Tuesday, January 21, 2014

Excellent Eggs






































Getting actual free range eggs is not as easy as you might think.   The terms "free range" and "cage-free" actually have limited legal meaning.  Often times "free range" means 80,000 chickens crammed into a barn on top of each other, with a tiny door leading to a patio that can hold 100 chickens.   And stories abound of unscrupulous farmer's market vendors simply taking grocery store eggs and selling them as their own.

A good way (I think) to spot "real" eggs is to see if they are irregular.  Unlike grocery store eggs which will all look identical, like a Pringles potato chip, real eggs will have specks, different colors, varied shades.  The above eggs came from the Beverly Hills farmer's market.  The top one is one of their "blue" eggs, which actually does appear blue in real life.

In the grocery store, there are almost no genuine quality eggs.  A good website that rates eggs is called Cornucopia Institute.    http://www.cornucopia.org/organic-egg-scorecard/  There, you can see eggs rated "5 eggs":



























And eggs rated "1 egg."


























A surprising 1 egg rating is Horizon Organic.  On the packaging, they have happy dancing cows and birds, but they appear to in reality be eggs, cheese, milk, and butter produced by a giant agribusiness.  The term "organic" is also not legally binding, unless you have "USDA Organic" on there.


The only locally available five star egg appears to be Vital Farms.  




These cost double the eggs you'd buy at Ralph's, but hopefully it is worth it.  They certainly look like "real" eggs, and you even get a report on which flock your eggs came from.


■ **What is being asked**
From the first line to the last, output the records exactly and drop any images.

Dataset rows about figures

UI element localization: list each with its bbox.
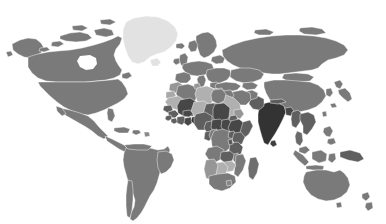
world-map-figure (0, 0, 386, 224)
region-tasmania (336, 202, 342, 208)
region-iberia (175, 72, 191, 83)
world-map-svg[interactable] (0, 0, 386, 224)
region-java (306, 165, 324, 170)
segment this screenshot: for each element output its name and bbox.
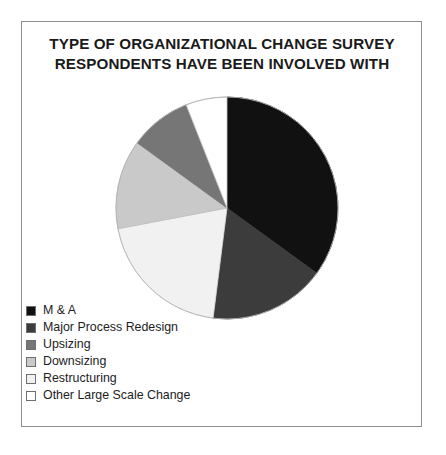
legend-swatch-icon: [26, 323, 36, 333]
legend-item: M & A: [26, 302, 286, 319]
pie-chart-area: [115, 96, 339, 320]
legend-item-label: Downsizing: [43, 355, 106, 367]
legend-item-label: Major Process Redesign: [43, 321, 178, 333]
legend-item-label: M & A: [43, 304, 76, 316]
page-title: TYPE OF ORGANIZATIONAL CHANGE SURVEY RES…: [33, 34, 411, 74]
pie-chart-svg: [115, 96, 339, 320]
legend-item: Restructuring: [26, 370, 286, 387]
legend-item: Other Large Scale Change: [26, 387, 286, 404]
chart-legend: M & AMajor Process RedesignUpsizingDowns…: [26, 302, 286, 404]
legend-item-label: Upsizing: [43, 338, 91, 350]
legend-swatch-icon: [26, 306, 36, 316]
legend-swatch-icon: [26, 391, 36, 401]
legend-swatch-icon: [26, 357, 36, 367]
pie-chart-figure: TYPE OF ORGANIZATIONAL CHANGE SURVEY RES…: [0, 0, 446, 455]
legend-swatch-icon: [26, 374, 36, 384]
legend-item-label: Restructuring: [43, 372, 117, 384]
legend-item: Major Process Redesign: [26, 319, 286, 336]
legend-item: Upsizing: [26, 336, 286, 353]
legend-item-label: Other Large Scale Change: [43, 389, 190, 401]
legend-swatch-icon: [26, 340, 36, 350]
pie-slice-group: [116, 97, 338, 319]
legend-item: Downsizing: [26, 353, 286, 370]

■ **Problem solution**
UI element localization: list each with its bbox.
world-map-figure (0, 0, 386, 224)
region-tasmania (336, 202, 342, 208)
region-iberia (175, 72, 191, 83)
world-map-svg[interactable] (0, 0, 386, 224)
region-java (306, 165, 324, 170)
segment this screenshot: for each element output its name and bbox.
legend-swatch-icon: [26, 323, 36, 333]
legend-item: M & A: [26, 302, 286, 319]
pie-chart-area: [115, 96, 339, 320]
legend-item-label: Downsizing: [43, 355, 106, 367]
legend-item-label: Major Process Redesign: [43, 321, 178, 333]
legend-item-label: M & A: [43, 304, 76, 316]
page-title: TYPE OF ORGANIZATIONAL CHANGE SURVEY RES…: [33, 34, 411, 74]
pie-chart-svg: [115, 96, 339, 320]
legend-item: Restructuring: [26, 370, 286, 387]
legend-item: Other Large Scale Change: [26, 387, 286, 404]
chart-legend: M & AMajor Process RedesignUpsizingDowns…: [26, 302, 286, 404]
legend-item-label: Upsizing: [43, 338, 91, 350]
legend-swatch-icon: [26, 306, 36, 316]
legend-swatch-icon: [26, 391, 36, 401]
legend-swatch-icon: [26, 357, 36, 367]
pie-chart-figure: TYPE OF ORGANIZATIONAL CHANGE SURVEY RES…: [0, 0, 446, 455]
legend-swatch-icon: [26, 374, 36, 384]
legend-item-label: Restructuring: [43, 372, 117, 384]
legend-item: Major Process Redesign: [26, 319, 286, 336]
legend-item: Upsizing: [26, 336, 286, 353]
legend-item-label: Other Large Scale Change: [43, 389, 190, 401]
legend-swatch-icon: [26, 340, 36, 350]
pie-slice-group: [116, 97, 338, 319]
legend-item: Downsizing: [26, 353, 286, 370]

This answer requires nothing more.